Pump priming the economy by borrowing per se is not bad. It is not putting the debt to good use that is bad. Nations prosper when they use debt for worthwhile capital expenditure with assured returns and social cost benefits. But we in India have borrowed to give it away as subsidies and to hide the high cost of government. To give an analogy, if a family has to make a choice of borrowing money to fund children's education or to support the man's drinking habit, the rational and good choice is clear. The children's education will have a long-term payback, while the booze gives instant gratification to the decision maker. But unfortunately our governments have always been making the wrong choices

I have always believed that a fiscal deficit is not the problem as much as wasting borrowed money is. If borrowed money is used productively and creates growth and prosperity, it must be welcomed. So what we want to hear from the government is not about fiscal deficit targets, but economic growth, value addition, employment and investment targets. Our governments have hopelessly been missing all these targets and have been obsessively focused. It is an idiotic obsession.

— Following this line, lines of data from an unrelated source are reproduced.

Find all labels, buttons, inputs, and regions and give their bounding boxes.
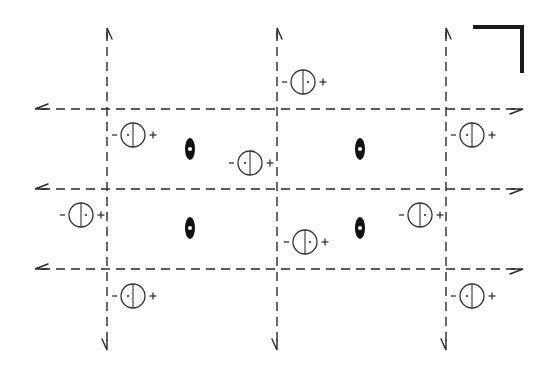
dot-icon [127,134,129,136]
dot-icon [309,241,311,243]
dot-icon [127,295,129,297]
half-arrow-left-icon [35,104,48,109]
diagram-canvas [0,0,551,377]
half-arrow-down-icon [272,339,277,350]
horizontal-glide-line [35,104,523,114]
horizontal-glide-line [35,264,523,274]
circle-symbol [282,70,327,94]
dot-icon [424,214,426,216]
dot-icon [85,214,87,216]
twofold-axis-icon [355,138,365,160]
circle-symbol [229,151,274,175]
half-arrow-down-icon [102,339,107,350]
dot-icon [244,162,246,164]
circle-symbol [112,284,157,308]
circle-symbol [451,284,496,308]
dot-icon [307,81,309,83]
half-arrow-down-icon [441,339,446,350]
twofold-axis-icon [185,138,195,160]
half-arrow-up-icon [446,28,451,39]
circle-symbol [60,203,105,227]
dot-icon [466,295,468,297]
dot-icon [466,134,468,136]
half-arrow-right-icon [510,189,523,194]
circle-symbols [60,70,496,308]
circle-symbol [284,230,329,254]
circle-symbol [112,123,157,147]
circle-symbol [451,123,496,147]
horizontal-glide-lines [35,104,523,274]
twofold-axis-icon [185,217,195,239]
circle-symbol [399,203,444,227]
horizontal-glide-line [35,184,523,194]
corner-mark [473,27,522,73]
half-arrow-up-icon [107,28,112,39]
symmetry-diagram [0,0,551,377]
half-arrow-left-icon [35,264,48,269]
twofold-axis-icon [355,217,365,239]
half-arrow-left-icon [35,184,48,189]
half-arrow-right-icon [510,269,523,274]
half-arrow-right-icon [510,109,523,114]
half-arrow-up-icon [277,28,282,39]
corner-l-icon [473,27,522,73]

But if the regime abhors a stimulus financed by deficit financing, in other words by getting the RBI printing presses go into overdrive, there are other options that can be exercised.

So what can Modi do now to get us out of this quagmire? As it is, he is hamstrung with a weak economic management team with novices as the two key players, the Union Finance Minister and the RBI Governor. Even if he addresses this, where will the money come from?

India has over $480 billion nesting abroad earning ridiculously low interest. Even if a tenth of this is monetized for injection into the national economy, it will mean more than Rs 3.2 lakh crore. At last count, the RBI had about Rs 9.6 lakh crore as reserves. This is money to be used in a financial emergency. We are now in an emergency like we have never encountered or foreseen before. Even a third of this or about Rs 3.2 lakh crore is about five times the present plan.

There are other sources of funds also, but tapping these will entail political courage and sacrifices. Our cumulative government wages and pension bill amounts to about 11.4% of the GDP. After exempting the military and paramilitary, which is mostly under active deployment, we can target 1% of GDP by just cancelling annual leave and LTC, and rolling DA by the last two or three increases.

The government can also sequester a fixed percentage from bank deposits, say 5% of deposits between Rs 10-100 lakh and 15-20% from bigger deposits for tax-free interest bearing bonds in exchange. The ten big private companies alone have cash reserves of over Rs 10 lakh crore.

There is money in the trees, and all it needs is a good shake up to pick the fruits. The pain of the lockdown must not be borne by the poor alone. The government can easily target 5% of GDP or about Rs 10 lakh crore for the recovery fund as an achievable goal. The fiscal deficit goals can wait.

This money can be used to immediately begin a Universal Basic Income scheme, by transferring a sum of Rs 5000 per month into the Jan Dhan accounts for the duration of the financial emergency; fund GST concessions to move the auto and engineering sectors in particular; begin emergency rural reconstruction projects to generate millions of new jobs and get our core infrastructure sectors like steel, cement and transportation moving again.